_Data provided_:
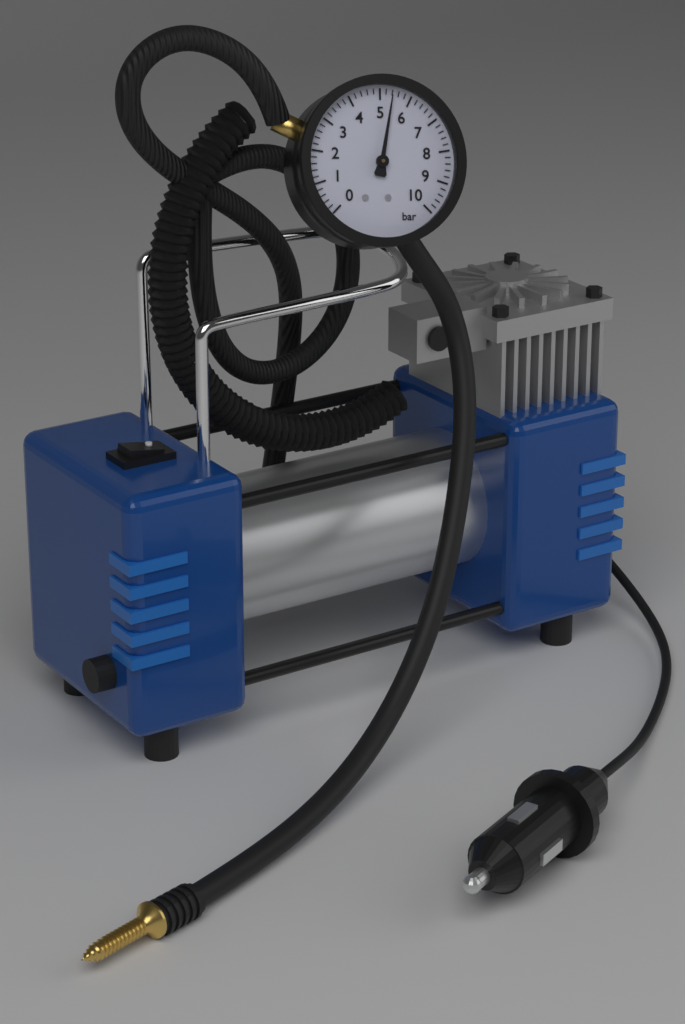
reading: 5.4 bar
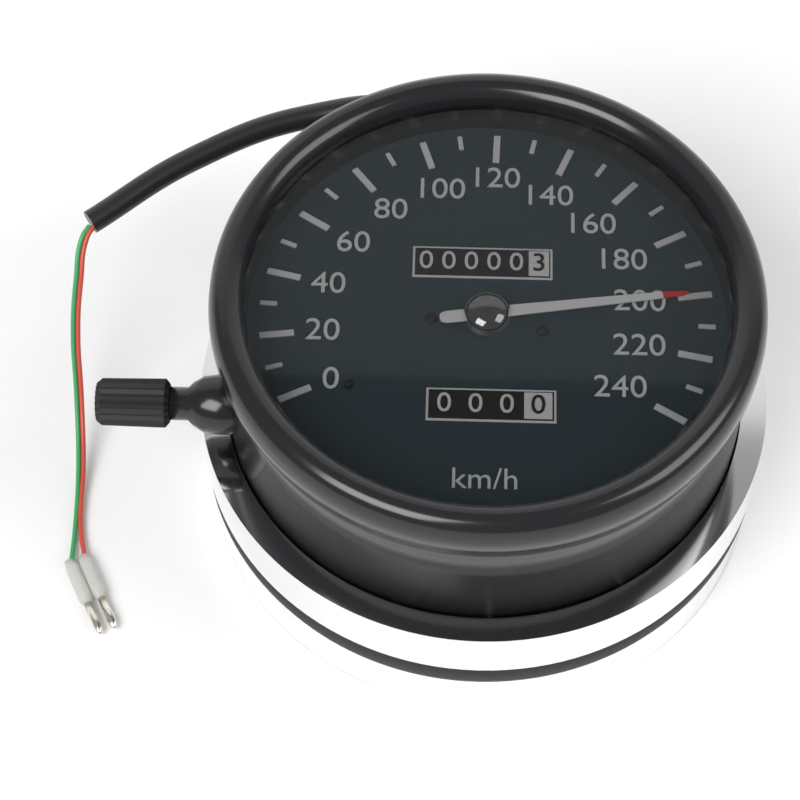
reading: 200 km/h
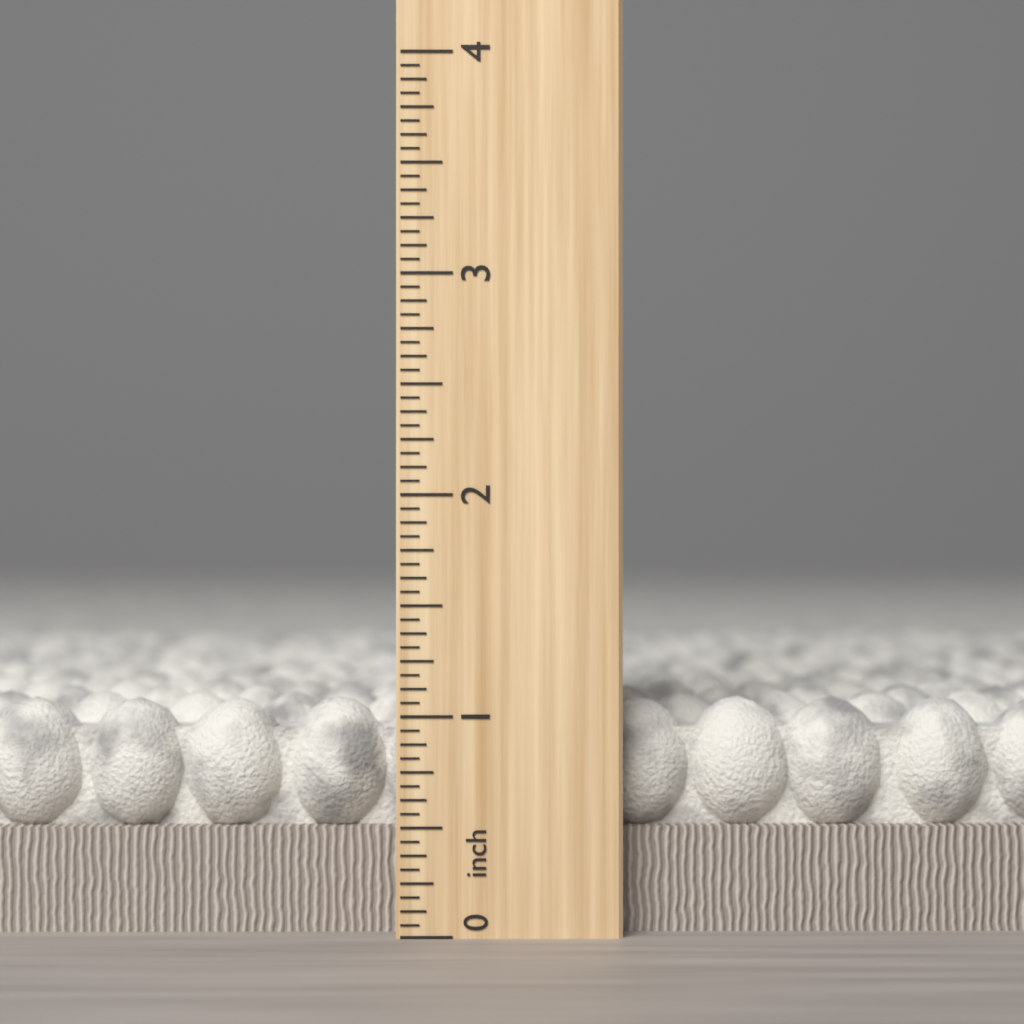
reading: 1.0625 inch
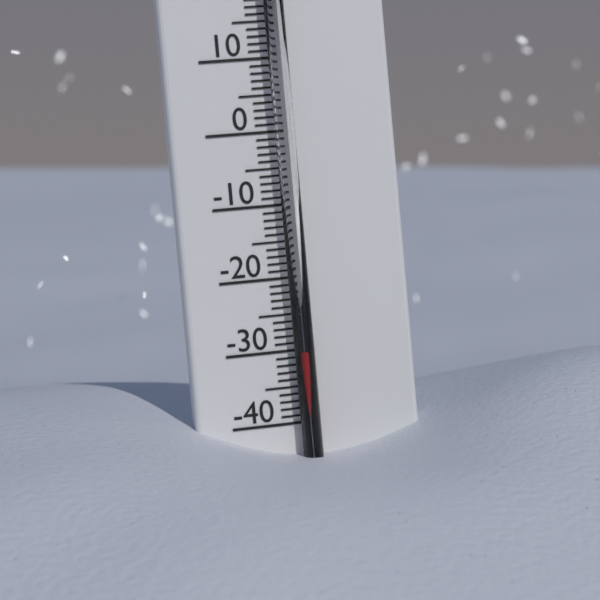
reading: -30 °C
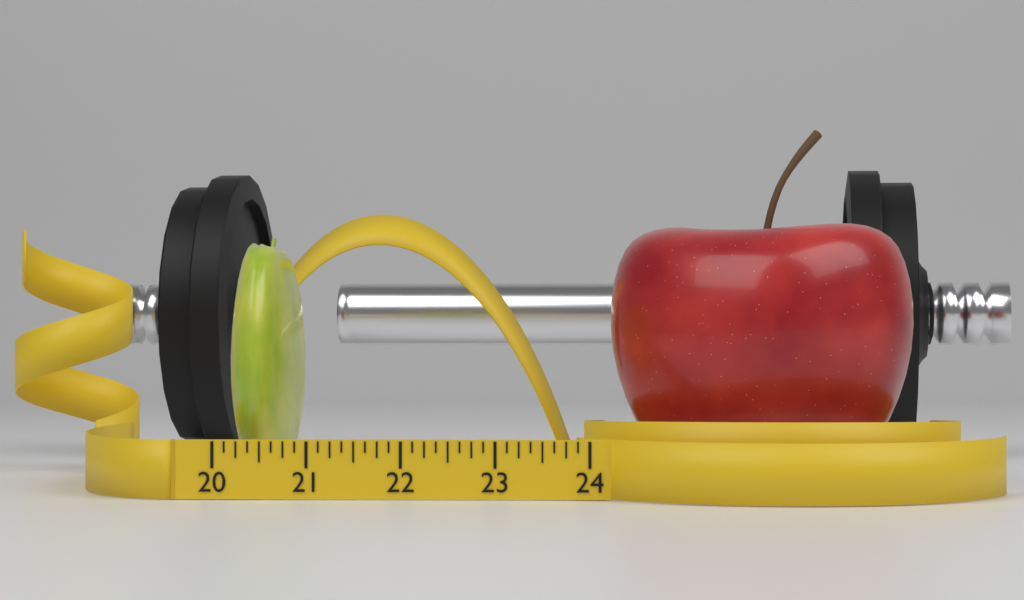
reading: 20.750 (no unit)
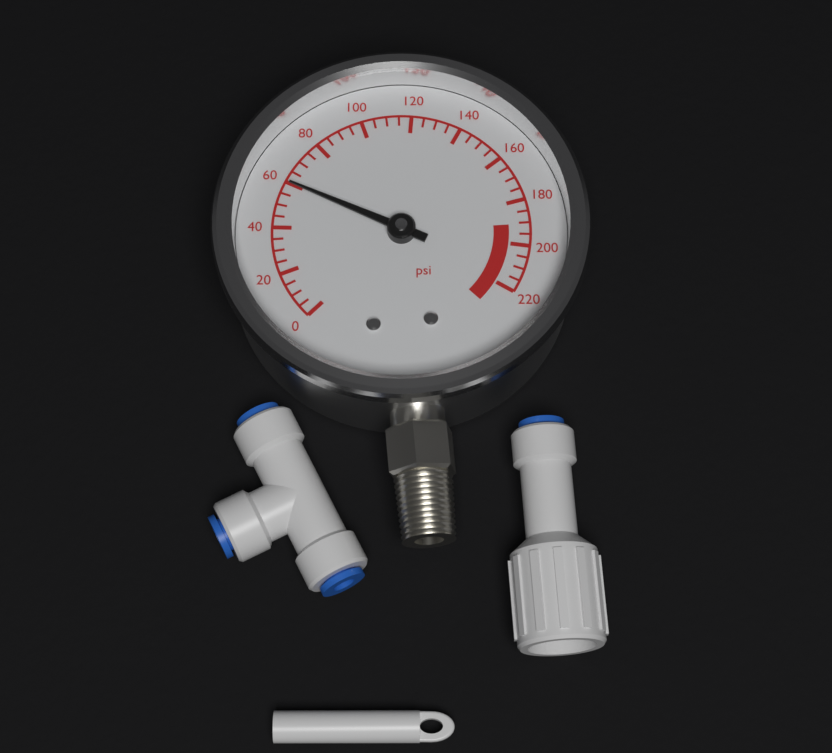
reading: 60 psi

---

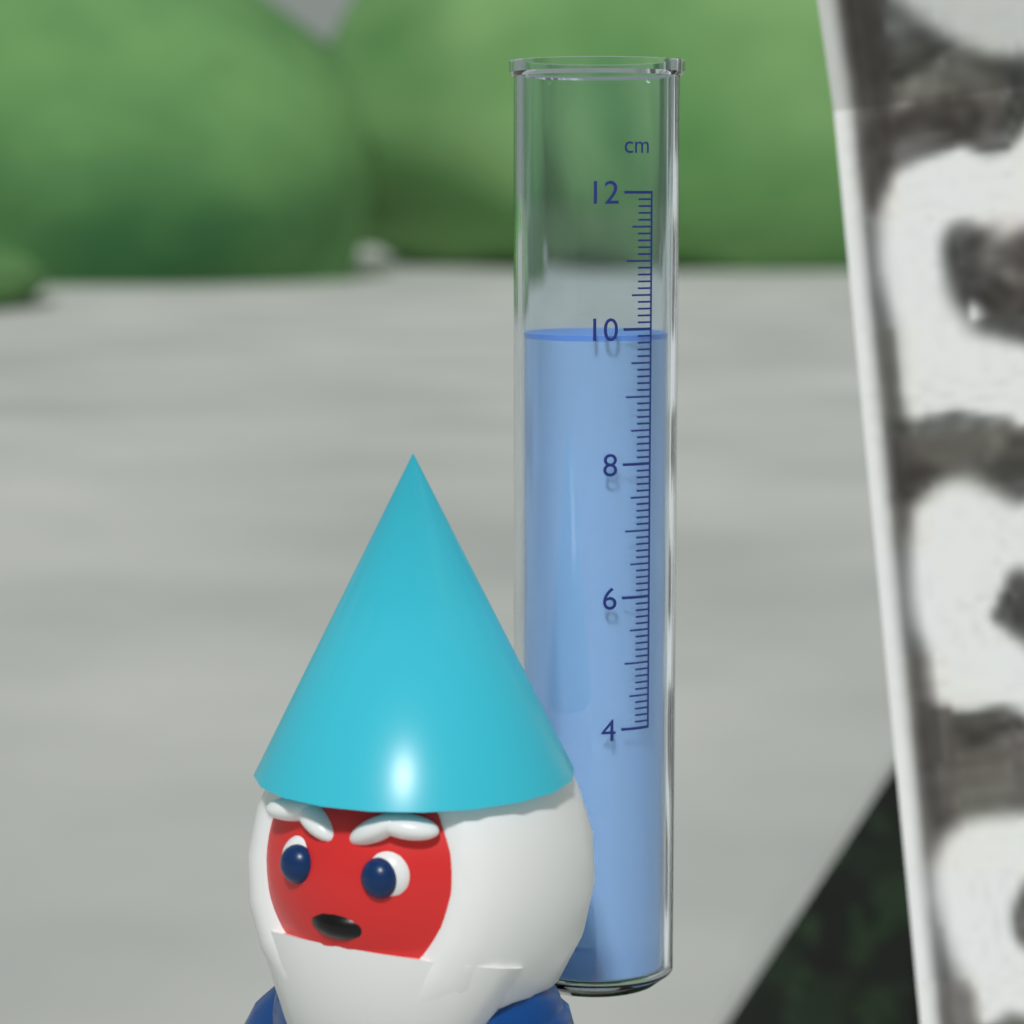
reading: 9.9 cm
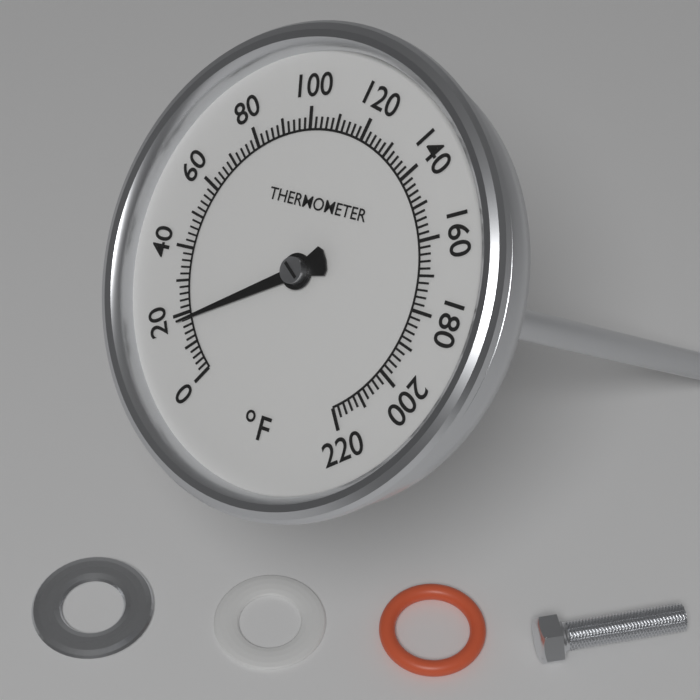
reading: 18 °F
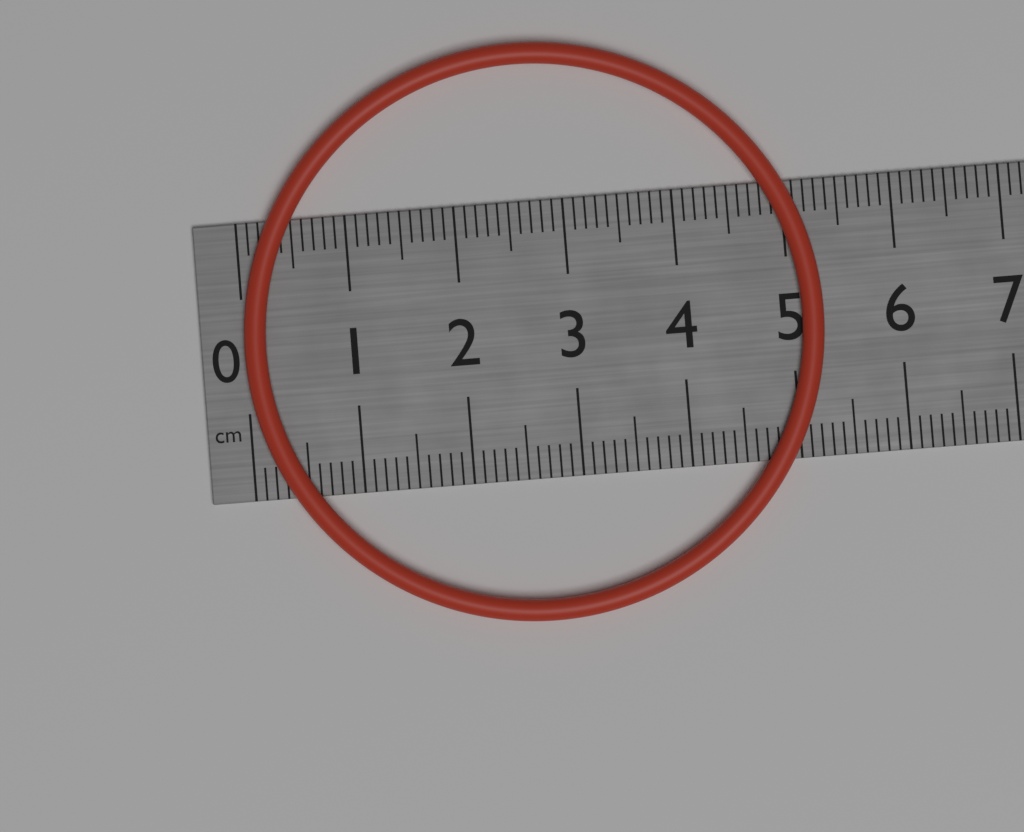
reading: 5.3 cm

_Action item_:
In the data above, start at the line holding "reading: 5.4 bar" and stop after the line holding "reading: 60 psi"; write out those lines exactly, without pictures.

_Output below_:
reading: 5.4 bar
reading: 200 km/h
reading: 1.0625 inch
reading: -30 °C
reading: 20.750 (no unit)
reading: 60 psi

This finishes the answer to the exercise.